The tension between the right to privacy and freedom of the press played out before a national audience in
Time, Inc. v. Hill (1967)
, the first case in which the Supreme Court addressed the First Amendment implications of tort liability for invasion of privacy.
The story of the
Hill case started in 1952 when a family of seven, the James Hill family, was held hostage by escaped convicts in their home. The family was trapped for nineteen hours by three fugitives who treated them politely and left them unharmed. For a few weeks, the Hills were the subjects of international media coverage. Public interest eventually died out, and the Hills went back to their ordinary, obscure lives.

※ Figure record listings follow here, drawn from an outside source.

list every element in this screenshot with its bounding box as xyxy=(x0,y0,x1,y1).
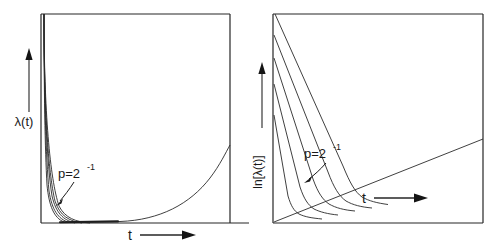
x-axis-arrow xyxy=(374,193,428,202)
log-curve-p3 xyxy=(274,58,355,211)
wear-out-curve xyxy=(62,145,230,223)
y-axis-label: λ(t) xyxy=(15,114,34,129)
log-hazard-curves xyxy=(274,14,388,219)
log-curve-p5 xyxy=(274,115,322,219)
plot-frame-left xyxy=(41,14,249,223)
plot-frame-right xyxy=(273,14,483,223)
x-axis-label: t xyxy=(128,227,132,243)
annotation-exponent-text: -1 xyxy=(87,162,95,172)
annotation-base-text: p=2 xyxy=(304,146,326,161)
log-curve-p1 xyxy=(275,14,388,205)
annotation-arrow-right xyxy=(309,163,326,179)
annotation-p-value-right: p=2 -1 xyxy=(304,142,341,183)
figure-root: λ(t) t p=2 -1 xyxy=(0,0,497,246)
x-axis-label: t xyxy=(362,190,366,206)
y-axis-label: ln[λ(t)] xyxy=(251,155,265,188)
panel-hazard-rate-log: ln[λ(t)] t p=2 -1 xyxy=(248,0,497,246)
y-axis-arrow xyxy=(25,48,32,112)
panel-hazard-rate-linear: λ(t) t p=2 -1 xyxy=(0,0,249,246)
right-panel-canvas: ln[λ(t)] t p=2 -1 xyxy=(248,0,497,246)
annotation-arrow-left xyxy=(60,182,74,201)
annotation-base-text: p=2 xyxy=(58,166,80,181)
x-axis-arrow xyxy=(140,231,196,240)
hazard-curve-p4 xyxy=(44,14,82,223)
left-panel-canvas: λ(t) t p=2 -1 xyxy=(0,0,249,246)
annotation-p-value-left: p=2 -1 xyxy=(56,162,95,206)
annotation-exponent-text: -1 xyxy=(333,142,341,152)
y-axis-arrow xyxy=(258,62,265,128)
baseline-shading xyxy=(60,221,118,222)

In 1954, an author named Joseph Hayes published
The Desperate Hours, a violent "true crime" thriller about a family held hostage in their home by three escaped convicts, based loosely on the Hills' story. The book became a bestseller and was made into an award-winning Broadway play, and later a Hollywood film starring Humphrey Bogart.
In 1955,
Life magazine ran a story on the opening of the play. The article falsely described the play as a "reenactment" of the Hills' experience. The family was devastated by the publicity, which thrust them into the media spotlight against their will and forced them to relive the upsetting event. The Hills sued Time, Inc., the publisher of
Life magazine, for invasion of privacy in the New York courts. The Hills won at trial, and Time, Inc. appealed through the state's court system, then to the U.S. Supreme Court. Time, Inc. argued that the judgment for the Hills violated its rights under the First Amendment. The case came to the Court in 1965, a particularly charged moment in the histories of both privacy and freedom of speech. The Court had just decided
Griswold v. Connecticut, recognizing a constitutional right to privacy, and in 1964,
New York Times v. Sullivan, expanding free speech protections under the law of libel.
The attorney for the Hills was former Vice President Richard Nixon. After his failed bid for governor of California in 1962, Nixon joined a Wall Street law firm, which became Nixon, Mudge, Rose, Guthrie, and Alexander.